Estimates on Romania’s economy
The European Commission revised downwards its 2018 estimates regarding the economy of Romania, also known in the past years as the economic tiger of the EU.
Leyla Cheamil, 09.11.2018, 13:36
Romania’s economic vigor has started to diminish, as shown by the autumn estimates of the European Commission made public on Thursday. The EC has revised significantly downwards its estimates on Romania’s economic growth for 2018, from 4.5% to 3.6%. In 2019 the country’s economic growth rate is expected to stand at 3.8% as compared to 3.9% as forecast in spring, while for 2020, the EC estimates a growth rate of 3.6%.
Nevertheless, the Romanian finance minister, Eugen Teodorovici, said that the Romanian Government sticks to its 5.5% estimates regarding the country’s economic growth for 2018: “The government has made certain estimates, that you may well know, and we continue to maintain those estimates, in the sense that the country will report economic growth. Taking a look back, we can see that we were right, every year the estimates made by the government proved to be correct.”
In exchange, the Liberal opposition represented by Senator Alina Gorghiu questions the government’s forecasts. According to her, the EC forecasts show that Romania’s economy is massively slowing down due to the policies of the government coalition made up of the Social Democratic Party and the Alliance of Liberals and Democrats, and she called on the Social Democrat leader and the PM Viorica Dancila to present the reality of the Romanian economy.
“Without manipulating the figures, a fact that will be unveiled by the European partners, the 2019 budget cannot be drafted so as to include the promises made the Social Democrats. I’m asking Liviu Dragnea, Viorica Dancila and Eugen Teodorovici to come out publicly and provide clear information about the real figures in the state budget and the Romanian economy.”

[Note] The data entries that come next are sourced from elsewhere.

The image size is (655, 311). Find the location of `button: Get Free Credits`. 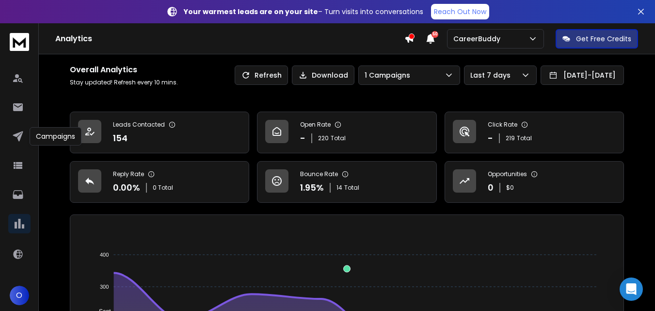

button: Get Free Credits is located at coordinates (597, 39).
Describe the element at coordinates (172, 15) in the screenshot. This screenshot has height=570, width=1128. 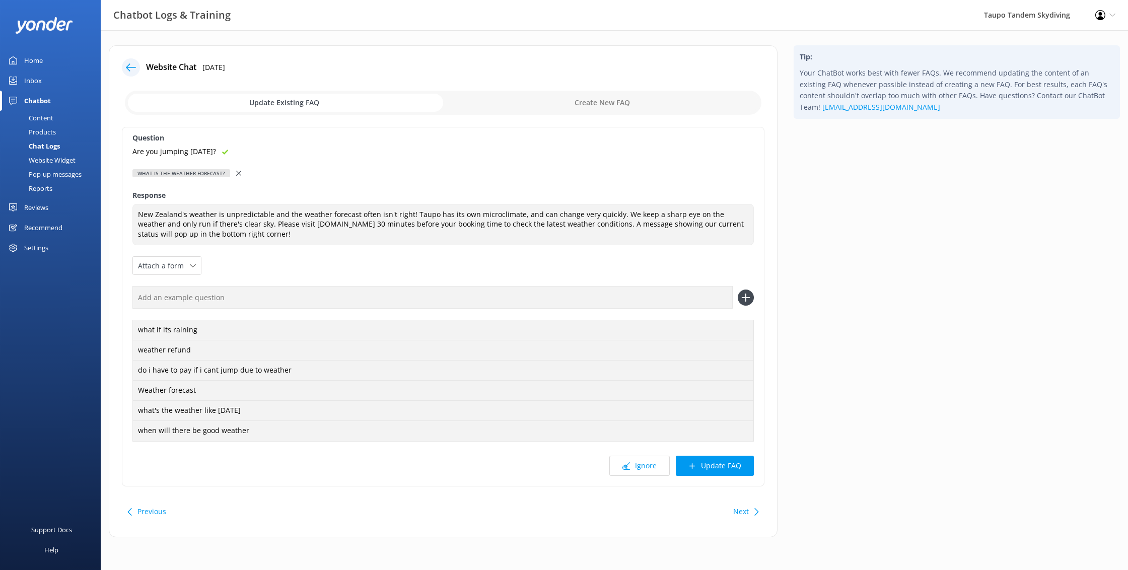
I see `h3: Chatbot Logs & Training` at that location.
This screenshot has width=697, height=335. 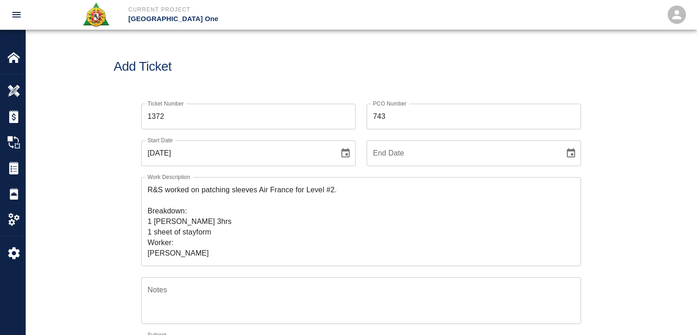 What do you see at coordinates (263, 10) in the screenshot?
I see `p: Current Project` at bounding box center [263, 10].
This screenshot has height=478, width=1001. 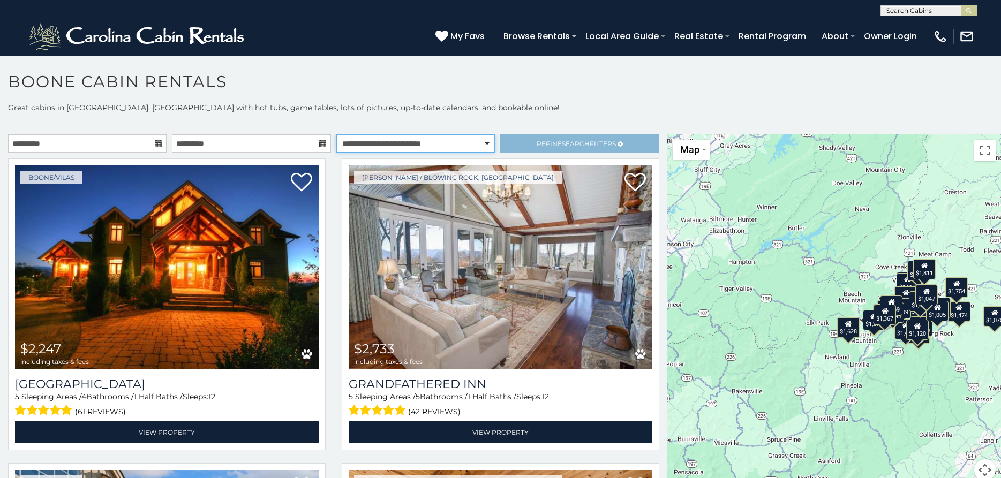 What do you see at coordinates (692, 149) in the screenshot?
I see `button: Change map style` at bounding box center [692, 149].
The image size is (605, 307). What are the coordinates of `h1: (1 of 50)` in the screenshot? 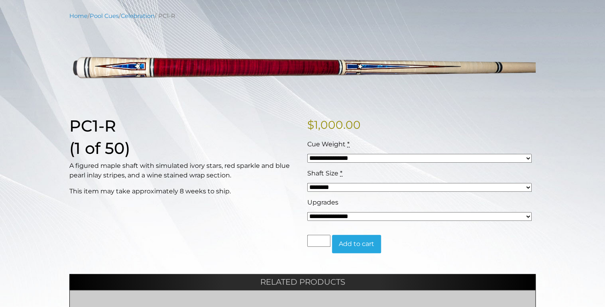 It's located at (183, 148).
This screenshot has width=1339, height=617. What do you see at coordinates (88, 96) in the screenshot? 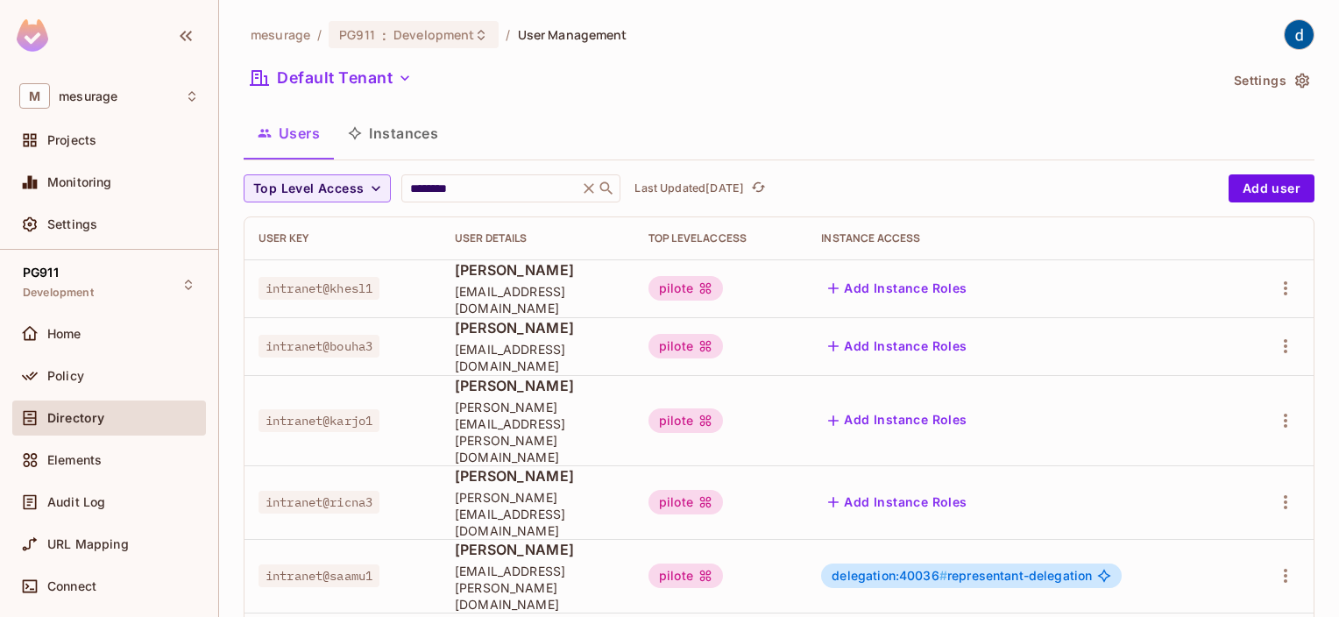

According to the EC, Romania’s economic boom is subsiding as the private consumption rate is slowing down, and the negative contribution of net exports to growth continues to worsen. The EC also reports that, for the forecast period, the GDP is estimated to grow moderately. Private consumption remains the engine behind economic growth, the EC underlined, and the figures published on Thursday show that domestic demand will have a lower contribution to the GDP growth, of 4.2% as compared to 7.3% reported last year. The contribution of domestic demand is estimated to slightly increase at 4.3% in 2019 and to drop to 4.1% in 2020. As regards inflation, the EC revised slightly upwards, to 4.3%, its estimates for 2018 as compared to 4.2% as forecast in spring, with the consumption price index estimated to go down to 3.5% in 2019 and to 3.3% in 2020, as a result of lower domestic demand. In turn, Romania’s central bank has maintained its inflation forecast at 3.5% for the end of 2018 and increased it slightly for next year.